Akino Konodoh, Tomoko Konoike, Jun Nguyen-Hatsushiba, Okada Hiroko, Masao Yamamoto
The exhibition Eyes and Curiosity from Tokyo, at the Chelouche Gallery was a group exhibition of artists from Tokyo, Japan. The exhibition was in cooperation with Mizuma Art Gallery in Tokyo, which hald an exhibition of Chelouche Gallery’s Israeli artists in 2007.
This exhibition is unique in its ensemble, combining renowned artists as well as young artists, with original and fascinating point of view. Their work merges Japanese mythology with innovation and an amused look at the west culture.
The exhibition shows five video works as well as photography and animation drawings.
Akino Konodoh (born 1980, Chiba, Japan) exhibits a video work named Lady’s Bird’s Requiem, 2005-2006 (5:38 min.), together with animated drawings for the video.
This animated video tells the story of a little girl Eriko. Eriko’s character appears in all of Kondoh’s works as her ideal girl. In the beginning of the film the girl mistakenly kills two ladybirds. From this incident the girl’s guilt swells up to create an illusion of seeing button of her blouse as ladybirds, being submerged in such continuous wave of guilt and fear, she keeps sewing hundreds of buttons to the inside of her skirt. On this video Kondoh creates elevation and sinking in an imaginary world which simulates the girl’s adolescence experience.
Tomoko Konoike (born 1960, Akita, North Japan, lives and works in Tokyo) will show the video Mimio-Odessey, 2005 (11:30 mint.) and pencil drawings. The central figure in this film is the figure of Mimio. Mimio is a being between innocence and evil, existing in a zone undistinguished as human or animal. In Mimio-Odessey we are invited to follow Mimio on his journey to the woods accompanied by a fantastic beast and legendary characters.
Jun Nguyen-Hatsushiba (born 1968, Tokyo, Japan) is exhibiting two videos works dealing with the way the Vietnam War was shown to the western eyes. The work Memorial Project Minamata: Neither Either nor Neither, 2002-2003 (16 min.) overlaps with the scares left from the Vietnam war and the post war tragedy, which occurred in Minamata, Japan. This work carries its role as a memorial piece; a living stone-tomb created in hope of preventing such tragedies from reoccurring in the future. The video Ho! Ho! Ho! Merry Christmas: Battle of Easel Point-Memorial Project Okinawa, 2004 (15 min.) shows a group of divers, wearing yellow gun-belts containing yellow paint tubes instead of explosives. The divers’ mission is to paint a portrait of Hollywood movie actors staring in films related to Vietnam War, an impossible, useless mission. The yellow paint dissolving in the water and their impossible task reflect the image of the Vietnam War as was shown in western movies. Jun Nguyen-Hatsushiba is widely exhibited throughout the world in well known museums such as the Mori Museum in Tokyo, MUSAC in Spain, MARCO in Rome as well as Herzilia Museum in Israel. His works can be found in important collections would-wide such as the Guggenheim Museum collection and the Whitney Museum collection in the U.S.A, the Pompidou center in Paris and more.
Okada Hiroko (born 1970, Tokyo, Japan) exhibits the video Singing in the Pain, 2004 (7:56 min.). This video is a hallucination or a day dream in which a housewife is running between the huge apartment complexes of an unknown city, ecstatically dancing to the sounds of the song “I’m Singing in the Rain”. The event is being broadcasted on the news as a central happening until it comes to its surprising ending. In 2006 Hiroko exhibited in Israel in the group exhibition “PostGender” in Tikotin Museum of Japanese Art where she received enthusiastic responses.
Masao Yamamoto (born 1957, Gamagori, Japan) is exhibiting in Israel for the first time. Yamanoto will show a new series of works created especially for this exhibition. In his works Yamamoto creates a diverse, ambiguous and multi layered world of imagery which reflects Buddhist ideas connecting physical and mental experiences.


* WHAT YOU HAVE TO DO *
Give the number of lines in the listing below that include the word "will", with nothing more.

* TASK MATERIAL *
============
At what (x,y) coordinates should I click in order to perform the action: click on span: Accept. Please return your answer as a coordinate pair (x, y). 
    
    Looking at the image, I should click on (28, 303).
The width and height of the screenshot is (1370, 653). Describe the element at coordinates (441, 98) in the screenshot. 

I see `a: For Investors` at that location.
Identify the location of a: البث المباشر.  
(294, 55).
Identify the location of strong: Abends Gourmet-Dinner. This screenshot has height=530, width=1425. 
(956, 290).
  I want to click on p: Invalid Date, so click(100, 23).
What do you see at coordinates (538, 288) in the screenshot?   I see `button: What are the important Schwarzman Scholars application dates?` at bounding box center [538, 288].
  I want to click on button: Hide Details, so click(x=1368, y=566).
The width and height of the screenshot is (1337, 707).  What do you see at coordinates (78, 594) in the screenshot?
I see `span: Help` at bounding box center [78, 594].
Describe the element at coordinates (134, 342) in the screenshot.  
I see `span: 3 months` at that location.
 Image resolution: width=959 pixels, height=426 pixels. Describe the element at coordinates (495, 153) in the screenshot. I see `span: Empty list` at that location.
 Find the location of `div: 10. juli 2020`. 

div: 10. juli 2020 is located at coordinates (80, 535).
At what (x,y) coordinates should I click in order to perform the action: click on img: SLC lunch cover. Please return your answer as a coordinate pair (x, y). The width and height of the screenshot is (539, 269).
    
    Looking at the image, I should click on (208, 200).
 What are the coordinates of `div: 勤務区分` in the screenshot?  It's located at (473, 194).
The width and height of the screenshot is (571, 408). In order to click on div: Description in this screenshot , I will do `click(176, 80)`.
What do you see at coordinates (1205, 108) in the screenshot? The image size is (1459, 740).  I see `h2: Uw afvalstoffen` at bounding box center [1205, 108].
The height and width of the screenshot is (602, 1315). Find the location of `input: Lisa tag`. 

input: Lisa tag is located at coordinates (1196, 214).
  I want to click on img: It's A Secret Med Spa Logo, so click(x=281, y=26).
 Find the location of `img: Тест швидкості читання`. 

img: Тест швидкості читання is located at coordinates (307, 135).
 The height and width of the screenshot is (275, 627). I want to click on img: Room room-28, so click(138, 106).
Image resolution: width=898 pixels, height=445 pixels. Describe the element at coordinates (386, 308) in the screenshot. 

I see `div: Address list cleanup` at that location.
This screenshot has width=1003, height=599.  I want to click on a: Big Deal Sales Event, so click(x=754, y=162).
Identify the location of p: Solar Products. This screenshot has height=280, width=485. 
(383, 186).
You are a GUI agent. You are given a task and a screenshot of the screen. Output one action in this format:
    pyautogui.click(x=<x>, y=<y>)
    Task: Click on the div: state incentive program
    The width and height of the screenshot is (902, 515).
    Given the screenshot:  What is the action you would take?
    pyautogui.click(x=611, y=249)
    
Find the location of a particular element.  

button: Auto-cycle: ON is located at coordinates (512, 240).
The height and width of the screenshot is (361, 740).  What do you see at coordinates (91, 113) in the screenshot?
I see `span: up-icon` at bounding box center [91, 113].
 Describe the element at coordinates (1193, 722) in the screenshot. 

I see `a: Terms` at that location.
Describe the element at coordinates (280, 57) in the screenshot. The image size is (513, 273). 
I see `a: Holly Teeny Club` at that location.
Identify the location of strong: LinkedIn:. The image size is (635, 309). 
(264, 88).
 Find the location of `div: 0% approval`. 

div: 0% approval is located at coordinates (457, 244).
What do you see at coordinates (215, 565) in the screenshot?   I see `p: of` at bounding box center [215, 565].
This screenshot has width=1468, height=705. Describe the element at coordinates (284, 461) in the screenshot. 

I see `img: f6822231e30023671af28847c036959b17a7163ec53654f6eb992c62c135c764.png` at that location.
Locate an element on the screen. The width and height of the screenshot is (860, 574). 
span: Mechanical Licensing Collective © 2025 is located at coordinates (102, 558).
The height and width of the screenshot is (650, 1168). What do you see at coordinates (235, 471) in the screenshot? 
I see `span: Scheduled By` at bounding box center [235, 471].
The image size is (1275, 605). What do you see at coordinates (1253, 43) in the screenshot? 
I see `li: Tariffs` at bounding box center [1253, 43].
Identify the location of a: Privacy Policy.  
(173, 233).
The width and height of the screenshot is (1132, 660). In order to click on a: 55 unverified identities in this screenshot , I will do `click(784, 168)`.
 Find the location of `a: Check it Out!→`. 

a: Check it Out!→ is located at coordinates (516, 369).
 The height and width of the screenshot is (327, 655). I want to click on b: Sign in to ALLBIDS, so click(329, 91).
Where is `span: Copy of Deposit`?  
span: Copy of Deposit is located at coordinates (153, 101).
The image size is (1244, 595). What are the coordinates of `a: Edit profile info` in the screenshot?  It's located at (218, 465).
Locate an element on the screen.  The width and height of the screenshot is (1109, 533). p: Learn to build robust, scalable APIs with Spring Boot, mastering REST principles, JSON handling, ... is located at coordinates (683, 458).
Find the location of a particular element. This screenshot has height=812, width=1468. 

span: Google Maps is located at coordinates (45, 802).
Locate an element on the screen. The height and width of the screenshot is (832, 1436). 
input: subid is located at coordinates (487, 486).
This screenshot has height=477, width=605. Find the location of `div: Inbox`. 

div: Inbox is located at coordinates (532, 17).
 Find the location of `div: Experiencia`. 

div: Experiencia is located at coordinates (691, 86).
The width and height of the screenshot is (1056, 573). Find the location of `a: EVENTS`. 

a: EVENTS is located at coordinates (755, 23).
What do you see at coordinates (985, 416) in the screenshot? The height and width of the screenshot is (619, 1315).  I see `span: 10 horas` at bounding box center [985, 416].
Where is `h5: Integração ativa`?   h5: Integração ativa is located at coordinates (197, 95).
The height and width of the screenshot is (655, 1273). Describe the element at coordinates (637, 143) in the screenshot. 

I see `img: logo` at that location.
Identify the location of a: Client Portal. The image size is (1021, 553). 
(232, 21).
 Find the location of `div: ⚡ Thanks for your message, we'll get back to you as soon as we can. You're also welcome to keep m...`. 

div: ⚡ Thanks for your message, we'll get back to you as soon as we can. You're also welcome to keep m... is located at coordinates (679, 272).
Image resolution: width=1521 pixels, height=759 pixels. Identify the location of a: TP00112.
============
* RESULT OF THE EXERCISE *
2